"Miss Strange," he said, "I assure you you are making too much of this accident. Regrets are wasted on it. Mine was a business letter, it is true, but the chances are that it would have come to nothing. I hesitated a long while before I wrote it, and I am not sure it was not a mistake. Think no more about it."
"Will you write again?" she persisted.
"Oh, we shall see. I'm going up to town to-morrow—I can settle everything then. I don't think there will be any occasion to write."
He realised his utter severance from all his hopes when he heard himself say that he was going back to town. The girl who stood questioning him had kindled a strange brightness in his life, a light which revealed her own ripe-lipped, radiant face, and then with capricious breath had blown it out again, and left him in darkness and alone. He had lost her, and yet, by a fantastic contradiction, she had never been half so near to him as at that moment. "You are deceiving me!" she said, sorrowfully. "Don't think I don't know it! Oh, if there were anything I could do to make amends!" And in her pain and pity, and her certainty that in some unspoken way she had wronged him more than she could understand, she unconsciously swayed towards Reynold with her eyes and lips uplifted. She wanted to quiet the aching of her regret. She wanted a channel through which her over-wrought feelings, might pour in atoning self-sacrifice.
He knew that she did not love him, though she herself was ignorant of her own heart, but he also knew that he might have her in his arms if he chose, acquiescent, remorseful, submissive, with her head upon his breast. That one moment was his. Through the fierce throbbing of his pulses he was oddly conscious of all his surroundings—the little room which smelt of paraffin and of unused furniture, the letters lying on the magenta table-cloth, the slippery little horse-hair sofa from which Barbara had risen to meet him; everything was mean, dreary, and hideous. But he had only to make one step across the patchwork rug of red and black, only to ask her to share that hopeless future of his, and he might take her to himself in her pliant grace, and his lips would meet hers!
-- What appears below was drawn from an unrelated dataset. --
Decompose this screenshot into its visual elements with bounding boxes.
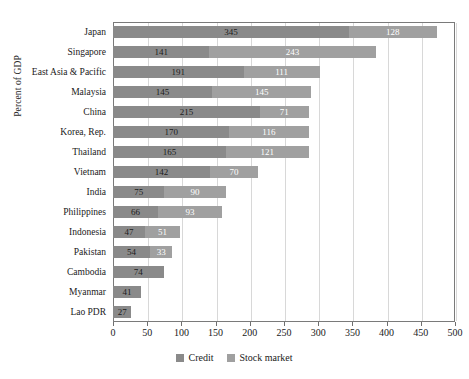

He was her master, yet he stood still drawing his breath deeply, and eyeing the parti-coloured rug as if it were a yawning gulf between them. He would not cross it, he would say no word of love or of reproach to spoil her after-life, but his soul was bitter as gall. At that moment he felt himself strong enough to give up everything, but he could not be tender. Was she in later days to remember him vaguely as a poor sullen fellow whose schemes and talk came to nothing, who was too helpless to make his way in the world? Was she, perhaps, to try to do something for him—to recommend him, for instance, to some friend who wanted a tutor for a dull boy? Was she to give him her little dole of pity and friendship? No, by Heaven! he would not have that, when he might have taken herself. Why should he suffer in silence, and not inflict one answering touch of pain, if only that he might feel his power to wound? She was trying him too cruelly with that innocent offer of atonement, which meant so much more than she understood.
Because he would not speak the "Marry me, Barbara!" which was at his very lips, he controlled his voice and asked with an air of polite inquiry, "What is it that you so kindly wish to do for me?"
"What? Oh, I don't know!" she faltered in confusion. "What can I do? I don't know. Only if there were anything—if there ever could be——"
He looked at her, gravely at first, then with a smile that deepened slowly. She met his glance with her appealing eyes, but she could not meet his smile. Its derision reached her like a stinging lash, and she shrank away. "I wish I had never come!" she said in a low tone. All her sweet compassionate longing was driven back upon her heart by his mocking smile, and turned to something that choked her. "I wish I hadn't!" she repeated in a stifled voice, and went towards the door, eager to escape.
Reynold perceived that he had succeeded admirably. It seemed unlikely that Barbara would ever come to him again.